Monday, November 26, 2012

Spam Wars This Summer


Coming soon to a computer near you is all the spam, viruses, and Trojan-spawned malware that you'd ever want to meet.

The bad geeks couldn't even spare the already tarnished memory of pop superstar Michael Jackson within days of his tragic demise. They had to create a worm piggybacking in an email that lured the unsuspecting into a treacherous Moonwalk when opened. The bad geeks have no shame.

The e-mail in question with the innocuous-sounding subject line "Remembering Michael Jackson" contained a corrupted zip file spread by USB memory sticks. Claiming to originate from sarah@michaeljackson.com, its wormy zip was supposed to contain secret songs and photos of the dead but bigger-than-life legend, but instead it was primed to infect your hard drive, and any others that you contacted with the efficiency of a Ponzi scheme.

Michael Jackson is just the tip of the gravestone.
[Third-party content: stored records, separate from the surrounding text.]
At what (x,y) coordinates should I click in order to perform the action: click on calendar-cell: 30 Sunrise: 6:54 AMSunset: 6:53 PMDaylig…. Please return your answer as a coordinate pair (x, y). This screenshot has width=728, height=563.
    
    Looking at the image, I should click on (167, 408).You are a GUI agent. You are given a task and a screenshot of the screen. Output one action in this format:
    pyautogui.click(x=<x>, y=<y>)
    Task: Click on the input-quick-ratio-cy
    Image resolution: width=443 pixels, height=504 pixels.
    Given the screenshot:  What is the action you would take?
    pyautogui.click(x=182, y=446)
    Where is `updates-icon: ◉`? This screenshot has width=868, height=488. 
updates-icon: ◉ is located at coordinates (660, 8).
While spyware is on the wane, the new computer mal-boy of choice for evil geeks is the deceptive Trojans, no nicer now than they were in the time of Troy when Helen was still around. A Trojan used to be something else, an article worn that offered protection. Those safeguards are gone, only to be replaced by fake antivirus protections, counterfeit creations like MDW.
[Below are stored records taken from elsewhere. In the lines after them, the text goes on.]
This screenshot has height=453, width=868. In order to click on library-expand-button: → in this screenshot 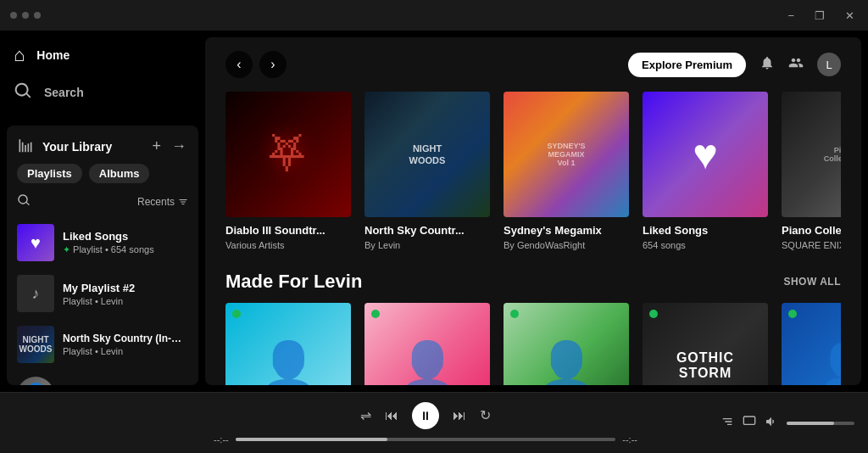, I will do `click(179, 146)`.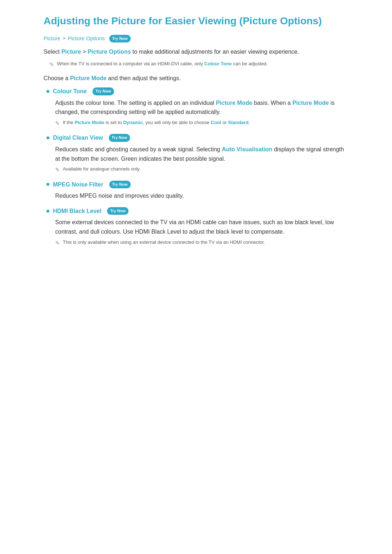 This screenshot has height=554, width=392. I want to click on digital-clean-view-dot, so click(48, 138).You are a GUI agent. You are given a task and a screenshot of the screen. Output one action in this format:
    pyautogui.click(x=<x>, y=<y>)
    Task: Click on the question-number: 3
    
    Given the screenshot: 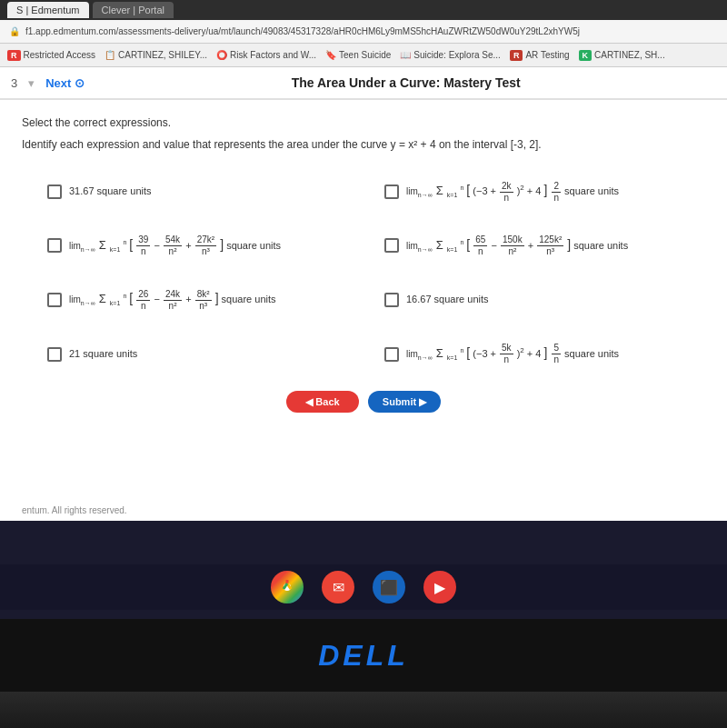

What to do? Where do you go to eradicate the lying software once it's mistakenly loaded onto your 'puter? An unlikely destination is the independent repair shop, the same place where you went to fix your iPod, Blackberry so cheaply and quickly you can take your notebook or your laptop. Increasingly as a sign of the times, these convenient places are becoming the 'in' place to find out what condition your condition is in - at least when it comes to infiltrators messing up your hard drive because some bad geek wants to have a little malicious fun at your expense. Don't get mad, get even. Get rid of that MDW before it has a chance to cause too much hullaballoo.

Secret Techniques to Stop Spam That Work Every Time   Email Spam, Forum Spam, and Online Conduct   Did You Host Your Website to Receive Junk Mail?